Work request
Could you write the entries out again, exactly as they are?

(Stored entries)
- - -
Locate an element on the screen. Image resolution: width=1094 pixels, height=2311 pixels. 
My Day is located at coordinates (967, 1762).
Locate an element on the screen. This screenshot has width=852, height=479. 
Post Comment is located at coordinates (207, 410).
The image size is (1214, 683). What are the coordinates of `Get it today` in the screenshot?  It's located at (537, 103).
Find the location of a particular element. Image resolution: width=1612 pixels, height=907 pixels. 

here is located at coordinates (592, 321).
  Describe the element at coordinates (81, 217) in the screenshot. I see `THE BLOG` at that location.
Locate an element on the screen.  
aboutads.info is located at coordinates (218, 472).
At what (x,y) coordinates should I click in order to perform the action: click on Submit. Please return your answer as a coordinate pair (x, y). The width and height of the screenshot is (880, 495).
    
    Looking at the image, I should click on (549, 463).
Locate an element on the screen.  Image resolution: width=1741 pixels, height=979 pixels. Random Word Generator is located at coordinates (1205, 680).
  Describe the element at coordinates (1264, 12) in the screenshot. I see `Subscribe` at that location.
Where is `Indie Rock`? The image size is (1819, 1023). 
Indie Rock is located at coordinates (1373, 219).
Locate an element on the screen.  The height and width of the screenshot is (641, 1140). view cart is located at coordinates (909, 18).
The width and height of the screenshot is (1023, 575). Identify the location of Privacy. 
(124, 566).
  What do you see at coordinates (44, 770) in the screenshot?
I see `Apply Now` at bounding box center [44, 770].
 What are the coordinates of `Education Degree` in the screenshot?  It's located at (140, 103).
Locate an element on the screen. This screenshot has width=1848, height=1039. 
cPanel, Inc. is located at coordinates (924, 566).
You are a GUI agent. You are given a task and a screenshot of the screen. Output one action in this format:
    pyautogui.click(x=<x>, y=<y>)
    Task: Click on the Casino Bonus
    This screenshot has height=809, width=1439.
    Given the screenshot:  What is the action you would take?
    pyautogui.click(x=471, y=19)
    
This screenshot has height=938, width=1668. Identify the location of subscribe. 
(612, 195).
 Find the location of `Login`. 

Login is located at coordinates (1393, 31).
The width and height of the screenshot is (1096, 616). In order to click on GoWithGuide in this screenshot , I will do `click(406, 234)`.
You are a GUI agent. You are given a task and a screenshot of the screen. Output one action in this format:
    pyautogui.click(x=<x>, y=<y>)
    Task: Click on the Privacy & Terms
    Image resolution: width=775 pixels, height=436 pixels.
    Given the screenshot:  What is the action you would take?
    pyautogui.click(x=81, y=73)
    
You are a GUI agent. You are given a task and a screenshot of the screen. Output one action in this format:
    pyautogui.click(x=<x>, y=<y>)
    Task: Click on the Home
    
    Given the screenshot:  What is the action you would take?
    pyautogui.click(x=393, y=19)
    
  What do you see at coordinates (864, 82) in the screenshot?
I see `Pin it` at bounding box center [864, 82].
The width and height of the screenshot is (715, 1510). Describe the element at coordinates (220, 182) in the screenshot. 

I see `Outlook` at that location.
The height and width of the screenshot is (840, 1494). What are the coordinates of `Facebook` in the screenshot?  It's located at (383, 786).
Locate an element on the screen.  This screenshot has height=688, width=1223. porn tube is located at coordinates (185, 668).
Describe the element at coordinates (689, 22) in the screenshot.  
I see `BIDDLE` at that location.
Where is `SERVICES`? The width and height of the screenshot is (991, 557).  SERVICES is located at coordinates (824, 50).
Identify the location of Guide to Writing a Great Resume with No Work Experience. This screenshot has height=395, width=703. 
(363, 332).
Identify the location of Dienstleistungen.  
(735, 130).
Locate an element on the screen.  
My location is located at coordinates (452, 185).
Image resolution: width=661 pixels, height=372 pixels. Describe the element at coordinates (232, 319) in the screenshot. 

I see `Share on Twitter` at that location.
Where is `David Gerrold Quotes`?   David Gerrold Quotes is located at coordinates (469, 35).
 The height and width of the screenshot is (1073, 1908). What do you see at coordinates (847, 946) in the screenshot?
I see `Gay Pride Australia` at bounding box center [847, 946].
- - -
Solution for this task
Locate an element on the screen. Image resolution: width=1094 pixels, height=2311 pixels. 
My Day is located at coordinates (967, 1762).
Locate an element on the screen. This screenshot has width=852, height=479. 
Post Comment is located at coordinates (207, 410).
The image size is (1214, 683). What are the coordinates of `Get it today` in the screenshot?  It's located at (537, 103).
Find the location of a particular element. Image resolution: width=1612 pixels, height=907 pixels. 

here is located at coordinates (592, 321).
  Describe the element at coordinates (81, 217) in the screenshot. I see `THE BLOG` at that location.
Locate an element on the screen.  
aboutads.info is located at coordinates (218, 472).
At what (x,y) coordinates should I click in order to perform the action: click on Submit. Please return your answer as a coordinate pair (x, y). The width and height of the screenshot is (880, 495).
    
    Looking at the image, I should click on (549, 463).
Locate an element on the screen.  Image resolution: width=1741 pixels, height=979 pixels. Random Word Generator is located at coordinates (1205, 680).
  Describe the element at coordinates (1264, 12) in the screenshot. I see `Subscribe` at that location.
Where is `Indie Rock`? The image size is (1819, 1023). 
Indie Rock is located at coordinates (1373, 219).
Locate an element on the screen.  The height and width of the screenshot is (641, 1140). view cart is located at coordinates (909, 18).
The width and height of the screenshot is (1023, 575). Identify the location of Privacy. 
(124, 566).
  What do you see at coordinates (44, 770) in the screenshot?
I see `Apply Now` at bounding box center [44, 770].
 What are the coordinates of `Education Degree` in the screenshot?  It's located at (140, 103).
Locate an element on the screen. This screenshot has width=1848, height=1039. 
cPanel, Inc. is located at coordinates (924, 566).
You are a GUI agent. You are given a task and a screenshot of the screen. Output one action in this format:
    pyautogui.click(x=<x>, y=<y>)
    Task: Click on the Casino Bonus
    This screenshot has height=809, width=1439.
    Given the screenshot:  What is the action you would take?
    pyautogui.click(x=471, y=19)
    
This screenshot has height=938, width=1668. Identify the location of subscribe. 
(612, 195).
 Find the location of `Login`. 

Login is located at coordinates (1393, 31).
The width and height of the screenshot is (1096, 616). In order to click on GoWithGuide in this screenshot , I will do `click(406, 234)`.
You are a GUI agent. You are given a task and a screenshot of the screen. Output one action in this format:
    pyautogui.click(x=<x>, y=<y>)
    Task: Click on the Privacy & Terms
    Image resolution: width=775 pixels, height=436 pixels.
    Given the screenshot:  What is the action you would take?
    pyautogui.click(x=81, y=73)
    
You are a GUI agent. You are given a task and a screenshot of the screen. Output one action in this format:
    pyautogui.click(x=<x>, y=<y>)
    Task: Click on the Home
    
    Given the screenshot:  What is the action you would take?
    pyautogui.click(x=393, y=19)
    
  What do you see at coordinates (864, 82) in the screenshot?
I see `Pin it` at bounding box center [864, 82].
The width and height of the screenshot is (715, 1510). Describe the element at coordinates (220, 182) in the screenshot. 

I see `Outlook` at that location.
The height and width of the screenshot is (840, 1494). What are the coordinates of `Facebook` in the screenshot?  It's located at (383, 786).
Locate an element on the screen.  This screenshot has height=688, width=1223. porn tube is located at coordinates (185, 668).
Describe the element at coordinates (689, 22) in the screenshot.  
I see `BIDDLE` at that location.
Where is `SERVICES`? The width and height of the screenshot is (991, 557).  SERVICES is located at coordinates (824, 50).
Identify the location of Guide to Writing a Great Resume with No Work Experience. This screenshot has height=395, width=703. 
(363, 332).
Identify the location of Dienstleistungen.  
(735, 130).
Locate an element on the screen.  
My location is located at coordinates (452, 185).
Image resolution: width=661 pixels, height=372 pixels. Describe the element at coordinates (232, 319) in the screenshot. 

I see `Share on Twitter` at that location.
Where is `David Gerrold Quotes`?   David Gerrold Quotes is located at coordinates (469, 35).
 The height and width of the screenshot is (1073, 1908). What do you see at coordinates (847, 946) in the screenshot?
I see `Gay Pride Australia` at bounding box center [847, 946].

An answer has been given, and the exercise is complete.